But I think it's clear that it's social pressures that have made Amy what she is. The saccharine "Amazing Amy" character; her fucked-up parents; the need to be a "cool girl"; the fact that when she stops being a cool girl Nick stops loving her. For me, that counterbalances the non-feminist unpleasantness of how she behaves.
Here's what Gillian Flynn said in an interview with the Guardian:
"To me, that puts a very, very small window on what feminism is," she responds. "Is it really only girl power, and you-go-girl, and empower yourself, and be the best you can be?

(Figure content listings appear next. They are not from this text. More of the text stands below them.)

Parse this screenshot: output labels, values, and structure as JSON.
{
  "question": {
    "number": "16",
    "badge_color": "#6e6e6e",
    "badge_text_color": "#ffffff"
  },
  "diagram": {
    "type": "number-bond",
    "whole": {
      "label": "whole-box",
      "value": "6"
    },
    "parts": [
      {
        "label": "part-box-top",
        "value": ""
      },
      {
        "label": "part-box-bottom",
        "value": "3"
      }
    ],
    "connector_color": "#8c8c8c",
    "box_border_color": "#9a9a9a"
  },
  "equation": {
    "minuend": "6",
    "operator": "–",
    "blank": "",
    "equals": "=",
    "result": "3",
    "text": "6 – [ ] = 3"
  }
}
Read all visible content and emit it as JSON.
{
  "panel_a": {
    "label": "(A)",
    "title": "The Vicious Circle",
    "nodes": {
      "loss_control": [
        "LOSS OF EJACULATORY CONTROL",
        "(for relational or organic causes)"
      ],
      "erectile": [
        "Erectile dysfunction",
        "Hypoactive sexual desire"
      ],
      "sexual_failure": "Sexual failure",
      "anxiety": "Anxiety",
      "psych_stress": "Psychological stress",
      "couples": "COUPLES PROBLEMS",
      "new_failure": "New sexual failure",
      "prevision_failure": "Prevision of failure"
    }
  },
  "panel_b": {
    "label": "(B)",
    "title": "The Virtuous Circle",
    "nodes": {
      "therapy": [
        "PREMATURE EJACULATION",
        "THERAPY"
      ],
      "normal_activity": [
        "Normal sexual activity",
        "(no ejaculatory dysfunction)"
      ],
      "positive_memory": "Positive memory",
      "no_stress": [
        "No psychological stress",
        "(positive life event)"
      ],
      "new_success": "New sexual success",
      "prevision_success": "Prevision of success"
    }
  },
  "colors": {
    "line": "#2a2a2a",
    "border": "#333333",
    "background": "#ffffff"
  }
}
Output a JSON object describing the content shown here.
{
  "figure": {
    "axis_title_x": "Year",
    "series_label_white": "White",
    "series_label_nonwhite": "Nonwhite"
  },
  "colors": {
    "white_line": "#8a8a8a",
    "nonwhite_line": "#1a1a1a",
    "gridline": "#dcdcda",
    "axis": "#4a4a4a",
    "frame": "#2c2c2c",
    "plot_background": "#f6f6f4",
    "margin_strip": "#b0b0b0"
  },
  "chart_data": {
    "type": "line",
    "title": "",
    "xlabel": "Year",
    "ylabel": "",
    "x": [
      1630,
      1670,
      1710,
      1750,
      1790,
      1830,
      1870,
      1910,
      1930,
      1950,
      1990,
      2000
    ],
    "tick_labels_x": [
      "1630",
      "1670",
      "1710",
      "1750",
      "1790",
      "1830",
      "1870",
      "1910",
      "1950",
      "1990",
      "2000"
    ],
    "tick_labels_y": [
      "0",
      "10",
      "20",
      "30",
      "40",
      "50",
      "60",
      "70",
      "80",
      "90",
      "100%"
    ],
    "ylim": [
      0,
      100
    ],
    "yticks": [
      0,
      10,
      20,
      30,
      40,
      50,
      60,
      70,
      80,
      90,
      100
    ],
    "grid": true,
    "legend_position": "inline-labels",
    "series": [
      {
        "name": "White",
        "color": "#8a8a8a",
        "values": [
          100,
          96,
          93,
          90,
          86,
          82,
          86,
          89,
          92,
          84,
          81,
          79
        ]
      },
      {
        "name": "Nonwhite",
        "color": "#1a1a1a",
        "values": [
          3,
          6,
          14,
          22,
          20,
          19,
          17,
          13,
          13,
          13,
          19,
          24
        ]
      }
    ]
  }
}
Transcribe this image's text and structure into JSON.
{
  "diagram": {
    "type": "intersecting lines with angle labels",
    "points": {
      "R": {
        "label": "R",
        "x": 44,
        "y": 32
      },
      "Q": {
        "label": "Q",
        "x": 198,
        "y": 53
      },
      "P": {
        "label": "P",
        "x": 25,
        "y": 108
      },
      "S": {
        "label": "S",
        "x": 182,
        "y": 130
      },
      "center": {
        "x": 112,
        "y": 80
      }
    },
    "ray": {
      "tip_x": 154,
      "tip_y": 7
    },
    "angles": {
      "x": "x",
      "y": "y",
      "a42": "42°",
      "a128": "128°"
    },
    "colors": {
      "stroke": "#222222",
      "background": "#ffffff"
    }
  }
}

For me, it's also the ability to have women who are bad characters … the one thing that really frustrates me is this idea that women are innately good, innately nurturing. In literature, they can be dismissably bad – trampy, vampy, bitchy types – but there's still a big pushback against the idea that women can be just pragmatically evil, bad and selfish ... I don't write psycho bitches. The psycho bitch is just crazy – she has no motive, and so she's a dismissible person because of her psycho-bitchiness."
Writing on her website, she concedes that hers is "not a particularly flattering portrait of women, [but that's] fine by me. Isn't it time to acknowledge the ugly side? I've grown quite weary of the spunky heroines, brave rape victims, soul-searching fashionistas that stock so many books. I particularly mourn the lack of female villains."